How planting a garden can boost bees, local food and resilience during the coronavirus crisis

How planting a garden can boost bees, local food and resilience during the coronavirus crisis

With the arrival of spring, many people have been starting to think about how COVID-19 will impact the affordability and availability of fruits and vegetables in coming months, as shortages of both honeybees and migrant workers threaten crop

pollination and the food that comes with it.

The current global pandemic has highlighted the many ways our agricultural systems are vulnerable to global shocks. Issues with supply chains, migrant workers, transport, trade and border closures have hinted that some foods might be in short supply.

Growing foods in cities is one way to help mitigate these food security issues and has people reviving the idea of planting “victory gardens.” But the average person may not realize that gardeners are dependent on wild insects to make these gardens thrive. They need bees, flies, butterflies and other insects to pick up pollen from one flower and transfer it to another. So, I propose we plant a different type of garden: resilience gardens.

Insects do the work

Gardening for food has picked up steam around the world with both grassroots and government initiatives taking hold.

In Canada, some provinces have deemed community gardens to be essential services. City staff in Victoria, B.C., are growing tens of thousands of vegetable seedlings for residents and community gardens. Elsewhere, an explosion of seed and seedling orders has left stores overwhelmed by the sudden increase in demand.

But gardening requires pollinators: Approximately three-quarters of our food crops rely on insect pollination, including staples like tomatoes, cucumbers, peppers and squash. Without them, farmers must resort to expensive and labour-intensive mechanical solutions.

As a conservation scientist, I find it striking that city-dwellers expect free pollination services, despite the limited action taken in the past to conserve the insects that do the work. Building diverse and abundant communities of native pollinators, in cities and on farmland, will be critical to buffer food shortfalls now and in the future.

Nurturing wild pollinators

Despite having over 850 native bee species, Canada has relied on the non-native common European honeybee (Apis mellifera) for decades to supplement the pollination of crops grown in large-scale intensive agricultural lands.

In cities, beekeeping companies have pushed to place hives on rooftops and natural areas, despite the concerns of conservation biologists like myself about their impacts on native pollinator and plant communities.

In fact, the future and sustainability of food production depends very much on having many different species of pollinating insects. Their critical importance, however, has long been overlooked in favour of promoting and supporting the honeybee industry.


TASK PROMPT
Every line below is to be set down again exactly; any image stays out.

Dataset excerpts
—————
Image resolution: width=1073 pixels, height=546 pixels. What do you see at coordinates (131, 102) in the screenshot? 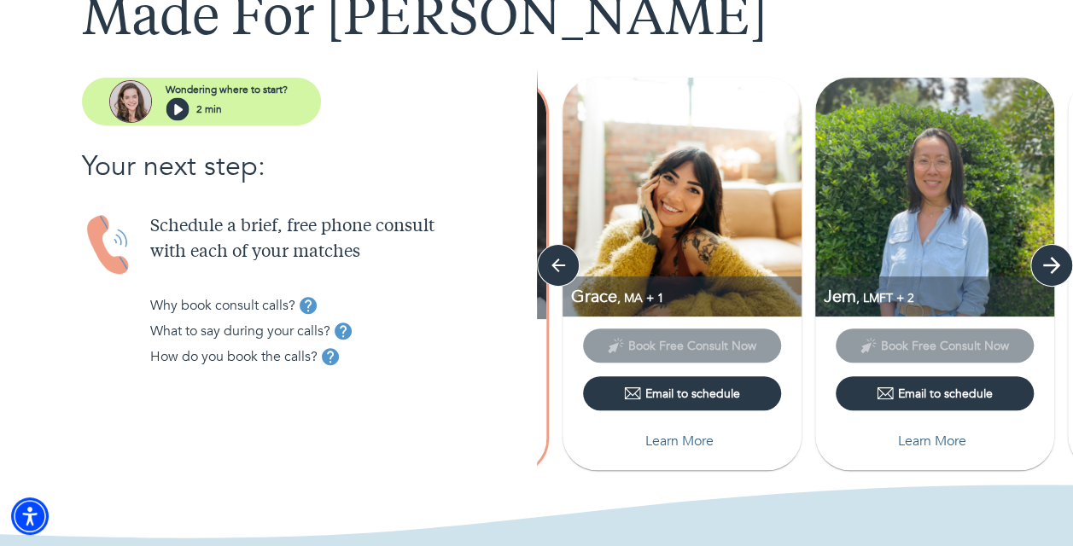
I see `img: assistant` at bounding box center [131, 102].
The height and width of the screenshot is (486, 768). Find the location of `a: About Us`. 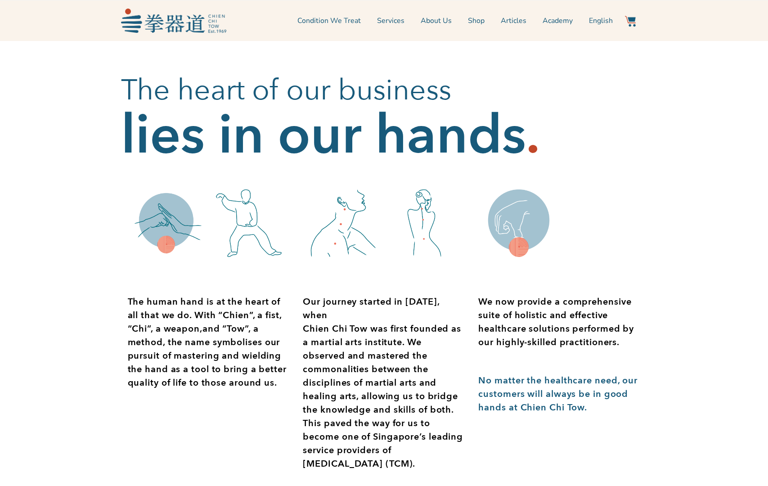

a: About Us is located at coordinates (436, 21).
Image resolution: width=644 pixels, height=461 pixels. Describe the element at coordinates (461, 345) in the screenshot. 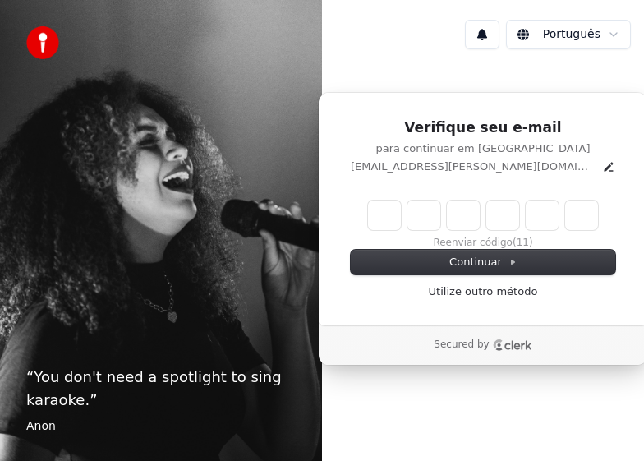

I see `p: Secured by` at that location.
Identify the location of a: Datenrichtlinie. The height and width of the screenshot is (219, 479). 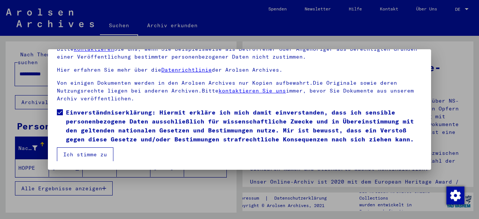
—————
ANSWER TO THIS PROBLEM
Image resolution: width=1073 pixels, height=546 pixels. What do you see at coordinates (131, 102) in the screenshot? 
I see `img: assistant` at bounding box center [131, 102].
The height and width of the screenshot is (486, 768). Find the location of `a: About Us`. 

a: About Us is located at coordinates (436, 21).
Image resolution: width=644 pixels, height=461 pixels. Describe the element at coordinates (461, 345) in the screenshot. 

I see `p: Secured by` at that location.
Identify the location of a: Datenrichtlinie. The height and width of the screenshot is (219, 479). 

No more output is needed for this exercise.